>>>
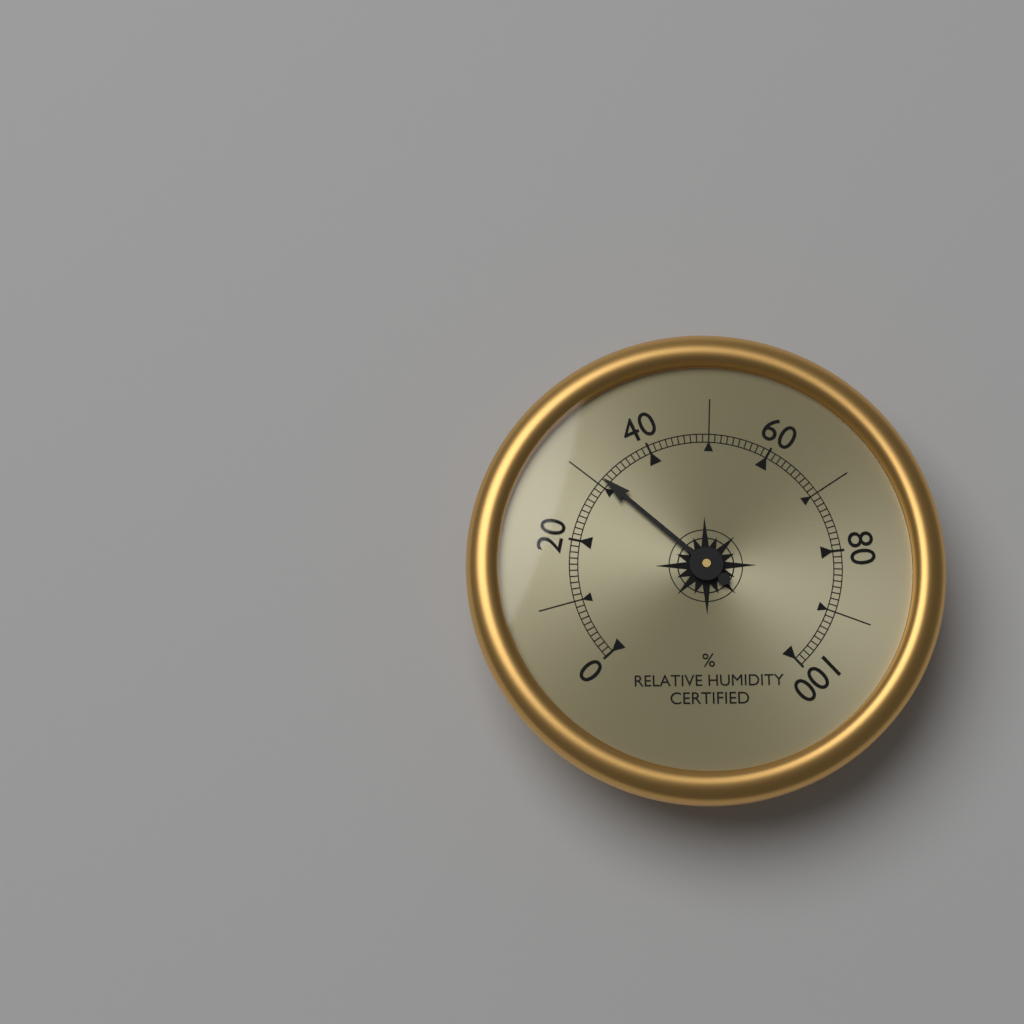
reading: 31 %
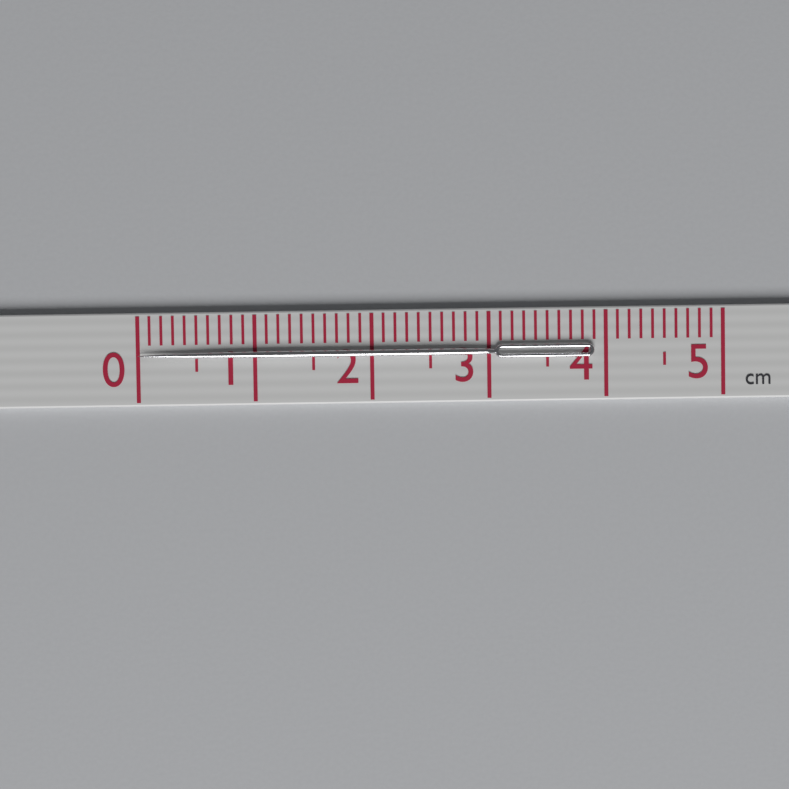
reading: 3.9 cm
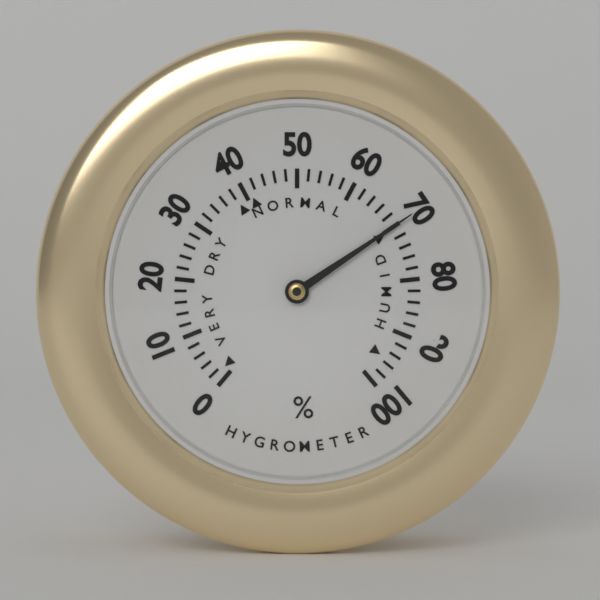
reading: 70 %
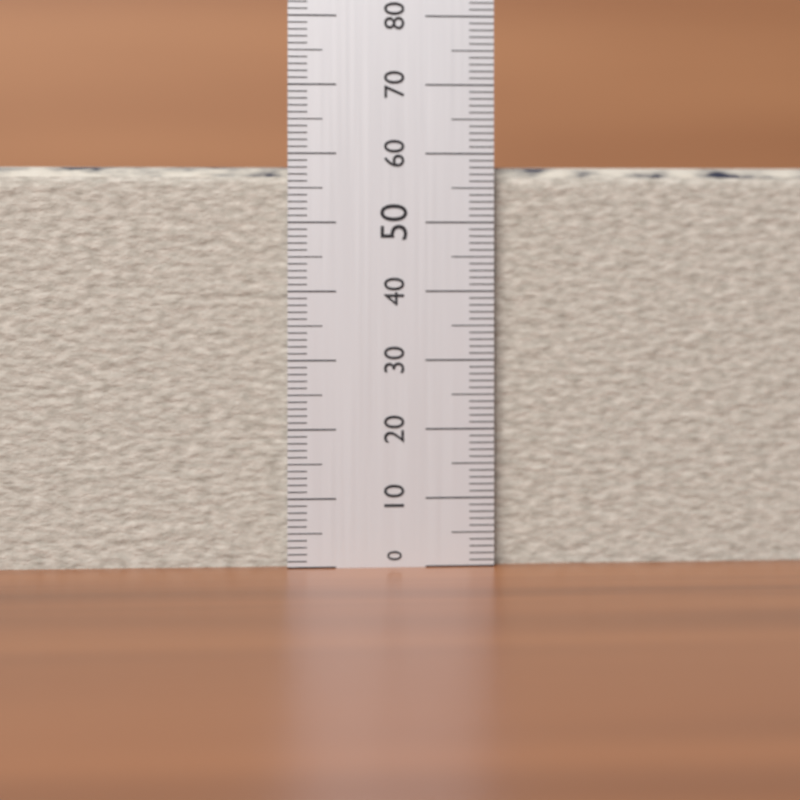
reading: 59 (no unit)
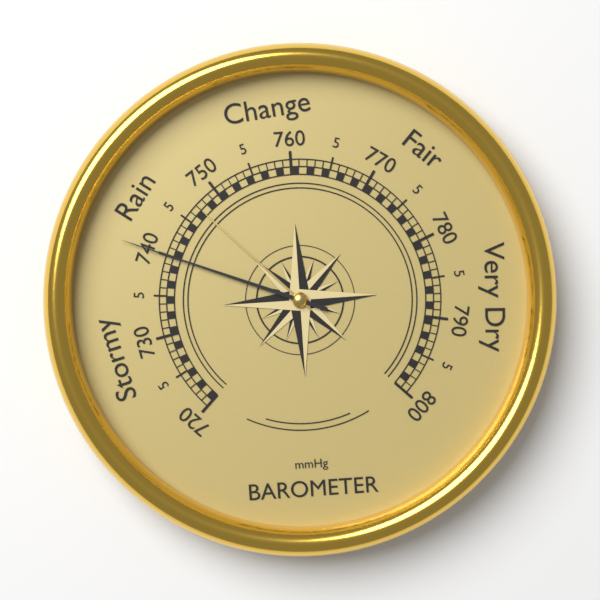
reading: 740 mmHg
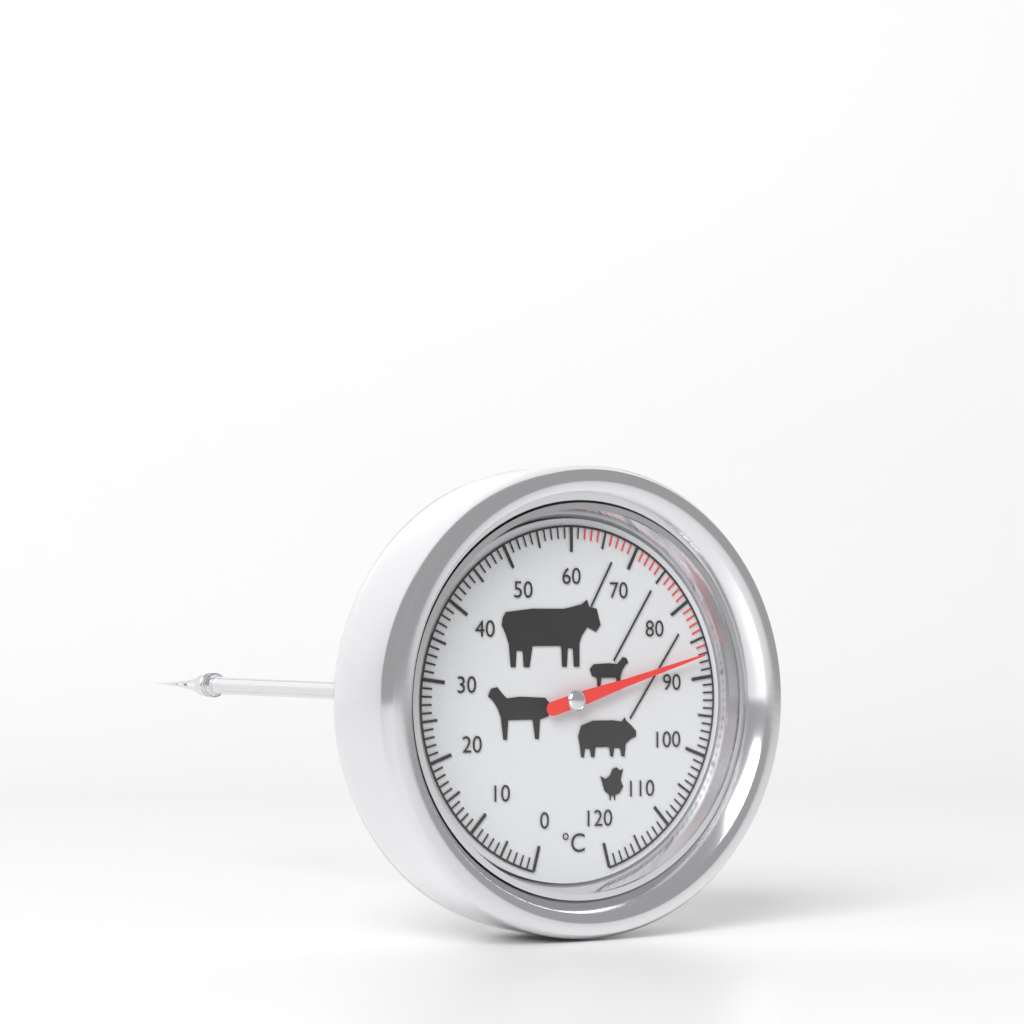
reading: 87 °C
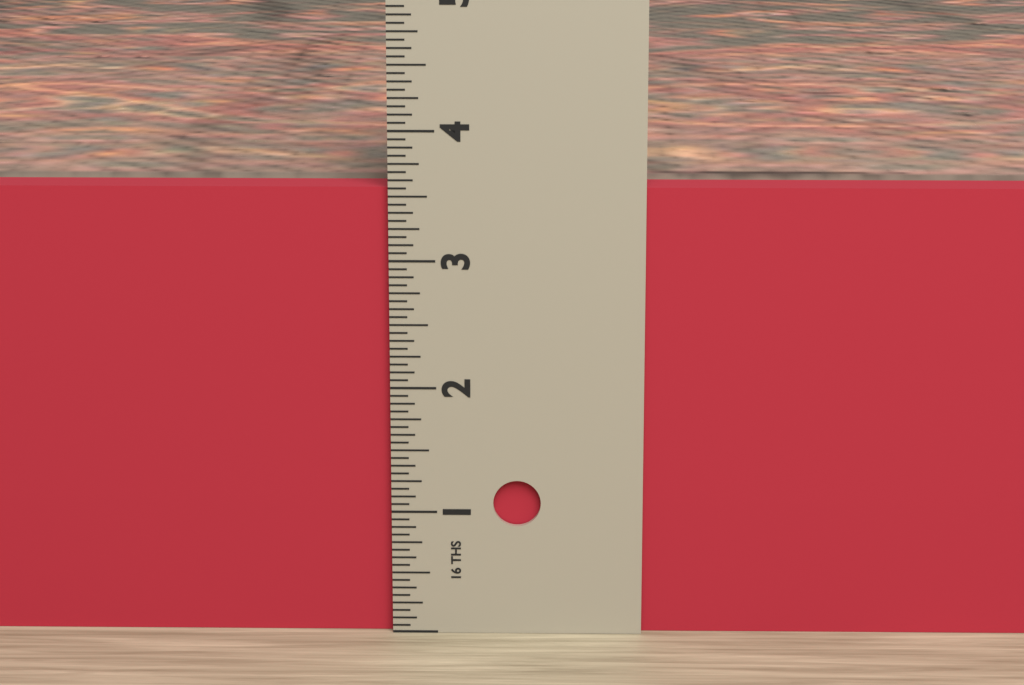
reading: 3.5625 in
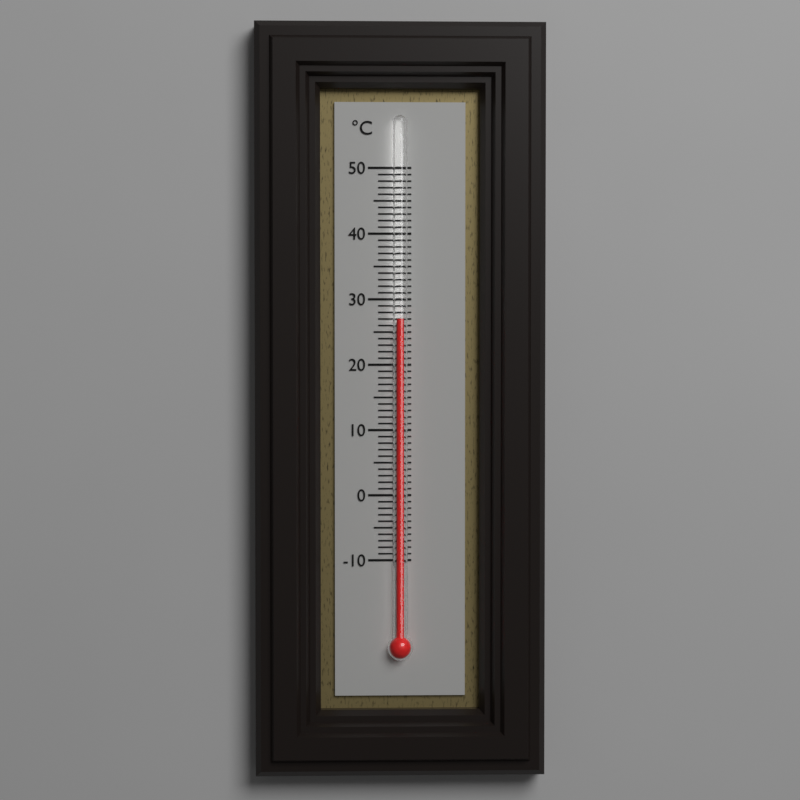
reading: 27 °C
<<<
[INSTRUCTIONS FOR THE TASK]
The whole listing should be transcribed exactly, though its pictures must be left out.

[YOUR SOLUTION]
reading: 31 %
reading: 3.9 cm
reading: 70 %
reading: 59 (no unit)
reading: 740 mmHg
reading: 87 °C
reading: 3.5625 in
reading: 27 °C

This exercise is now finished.